One of the principle consequences of income segregration is that high income familes are far less likely to have contact with low income familes than in 1970. This might in part explain the rapid decline of the post war social covenant. It's easier to engage in socially reckless behavior in the workplace when you don't have to deal with the consequences at home. While in 1970 the guy deciding to cut health benefits for workers would have to see the consequences when the neighbor's sick kids keep getting worse and worse, now that reality is out of sight, and unfortunately, out of mind.
So while in 1970 only 34.5% of families earning more than 120% of the median area income (MAI) lived in neighborhoods where the average family income was more than 120% of the (MAI), by 2000 51.5% of this same group lived in these high income neighborhoods. And while 57.2% of these high income familes lived in middle income neighborhoods in 1970, by 2000, only 36.6% of the same group lived in middle income neighborhoods. This is the American elite, the people who hold economic (and increasingly political power) disproportionate to their size, and they are increasingly disconnected from the vast majority of Americans who suffer from the neo-liberal economic policies of the Bush Administration.
At the same time as the rich grow richer, the poor grow poorer. In 1970, 55.2% of familes earning less than 80% of the MAI lived in middle income neighborhoods. By 2000, only 20% of the same group lived in middle income neighorhoods. In 1970, 36.4% of low income families lived in low income neighborhoods. By 2000, 48.3% lived in low income neighborhoods. America is increasingly segregrated by income, and nowhere is this more apparent than in the center city.

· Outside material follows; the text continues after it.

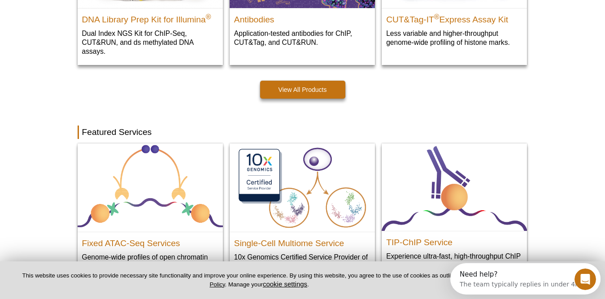 The image size is (605, 299). I want to click on h2: Antibodies, so click(302, 17).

In 1970, 45.6% of center city neighborhoods were middle class. By 2000, only 23% of center city neighborhoods had a median income surpassing 80% of the MAI. The percentage of neighborhoods with median incomes 80% or less the MAI skyrocketed from 42.4% in 1970 to 60.7% in 2000. During the same period very low income neighborhoods, those with incomes less than 50% of the MAI nearly tripled from 8.2% in 1970 to 23% in 2000.
Beyond the dire social consequences of income segregration, the rebirth or urban ghettoes and the flight of center city workers to the suburbs has dire environmental consequences. As oil has grown more scare, consumption has increased as a function of the flight or workers from central city neighhoods near their jobs, to distant bedroom communities.
While more fuel efficient cars have been touted as a method to energy independence, what happens if savings at the pump translate into an incentive to flee the city?
Of course calling for a redensification of American cities means at least in part, growing to accept the presence of people who make far less (or if we're lucky far more) money into your neighborhoods. More fuel efficient cars might mean economic salvation for individuals, but economic damnation for the nation as persverse incentives actually increase consumption at the same time as conserving fuel through more efficient vehicles.
And the prospect of an economically integrated community means that those at the top of the economic ladder will be faced daily with the reality of the rob the poor policies they promote. And that has profund political repercussions.